Ethan Marcotte now blogs at Unstoppable Robot Ninja.


Weblog entry:

She

I remember little of our first conversation, only remembering that it was filled with some of the same laughs, ribbing and snorts1 that we now share. From that first evening, her smile still comes to me through my memory of the bar’s smoky haze, and I smile in the quiet of my apartment. Our first weeks were sweet with the taste of Bass ale and expectations, and few minutes remain that aren’t golden or polished in my memory.

Two years later, and equanimity has crept in. Equanimity, not unhappiness: I still look at her half-heartedly leafing through a magazine — seeing the pages but not the words printed on them — and I smile; I catch her trying to catch my eye from across a crowded room, and we exchange a secret grin; I watch her bring her hand to her laughing mouth, splaying her fingers (with index and middle fingers brushing her lips, so very slightly) as she does so, and am happy that only I know what to make of that. But it’s precisely that — even though arguments and exasperation have occasionally clanked into place, it’s only now that this aggregation of secret signs, signposts, smiles accrues any meaning. In the unabashed optimism of those first shining weeks, we were without that secret language that now only we speak, having learned to do so over the past months. I would take another world of tears and angry silences over losing the language you’ve taught me, my love — I feel as though I need another language to thank you rightly.

Outside my apartment, I can hear Canadian geese calling, winging their way north. Happy anniversary, to my one and lovely.

1 Yes, she snorts when she laughs. Go figure.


## What is expected
Go through the listing below and retype exactly the lines starting at the one with "Locate an element" and ending at the one with "has width=1512, height=806.", skipping pictures.

## Supplied records
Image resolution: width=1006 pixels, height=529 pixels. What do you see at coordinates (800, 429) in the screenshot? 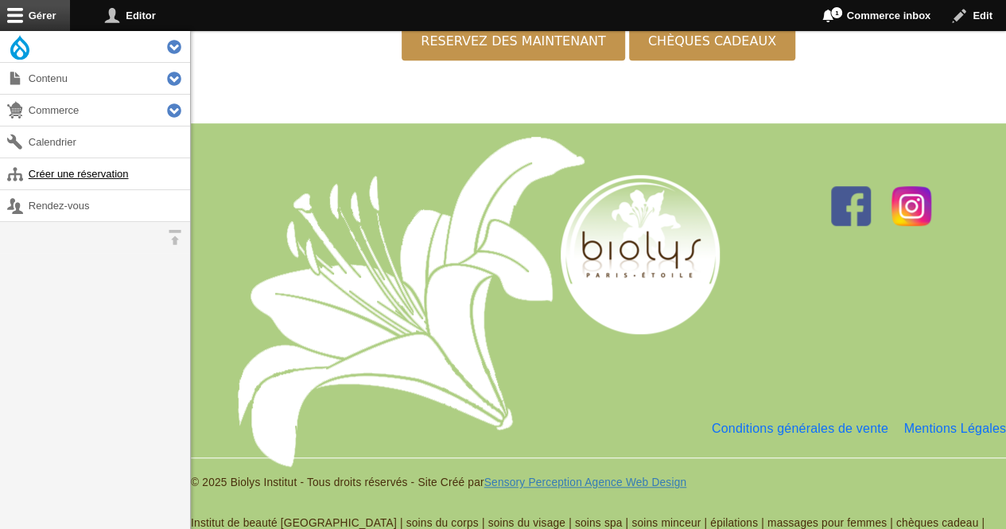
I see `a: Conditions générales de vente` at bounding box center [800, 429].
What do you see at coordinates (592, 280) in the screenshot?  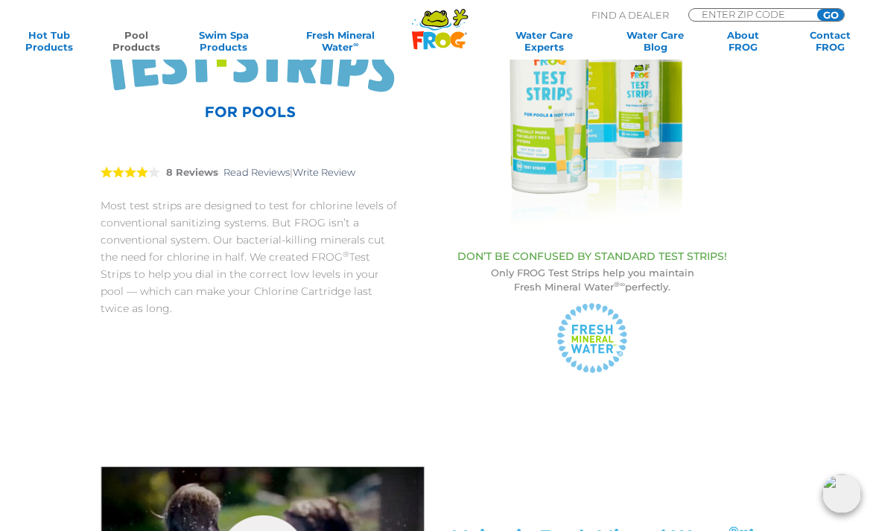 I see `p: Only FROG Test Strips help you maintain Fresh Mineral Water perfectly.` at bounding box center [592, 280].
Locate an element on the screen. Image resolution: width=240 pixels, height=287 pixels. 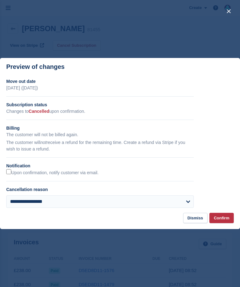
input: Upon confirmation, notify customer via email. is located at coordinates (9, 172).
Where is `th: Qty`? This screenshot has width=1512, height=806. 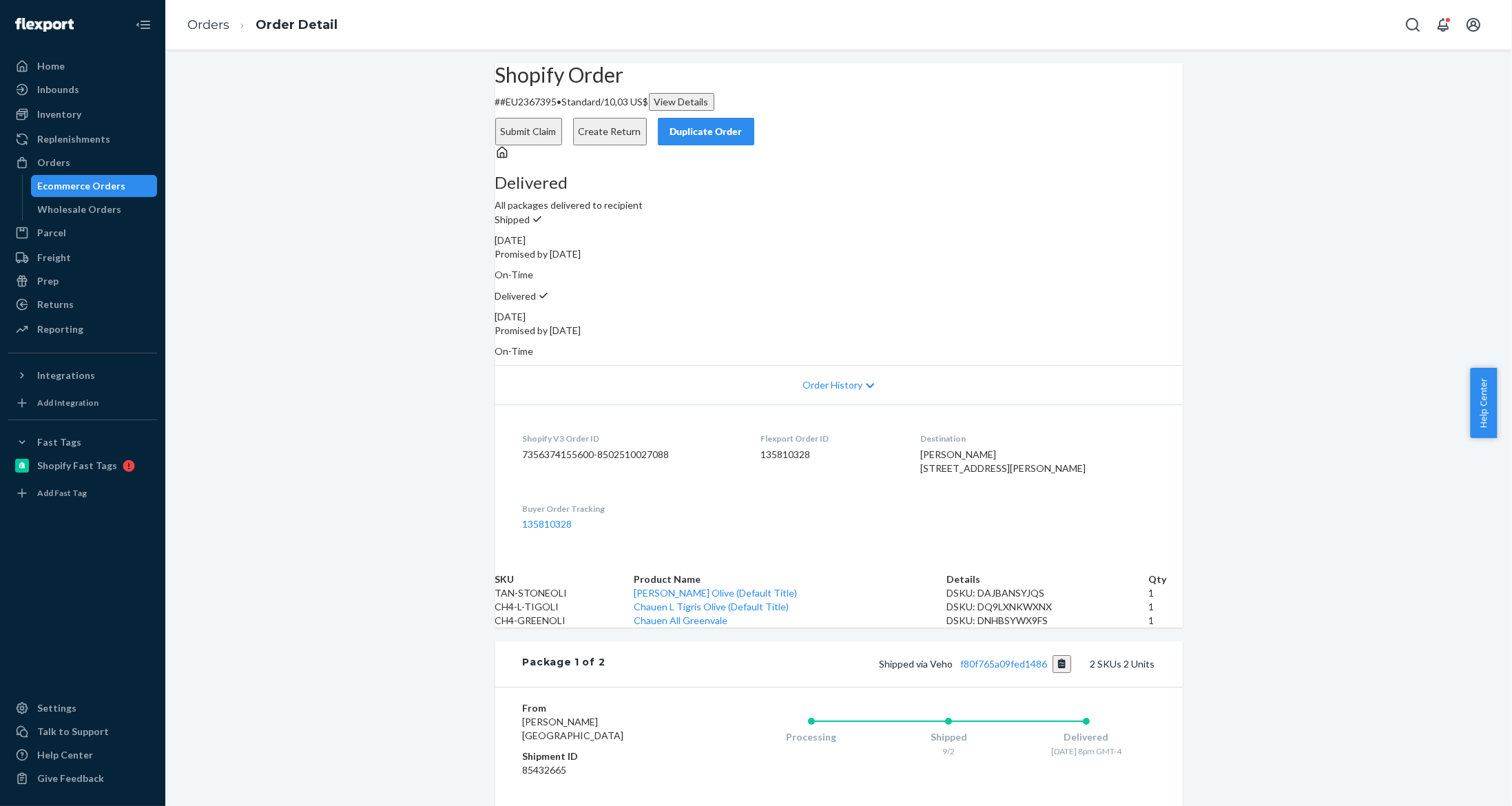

==

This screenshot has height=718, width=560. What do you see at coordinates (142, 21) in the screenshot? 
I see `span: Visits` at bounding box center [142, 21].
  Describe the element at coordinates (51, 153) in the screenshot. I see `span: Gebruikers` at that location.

## Response for this exercise
Locate an element on the screen. Image resolution: width=240 pixels, height=287 pixels. 
input: Upon confirmation, notify customer via email. is located at coordinates (9, 172).
Where is `th: Qty`? This screenshot has width=1512, height=806. 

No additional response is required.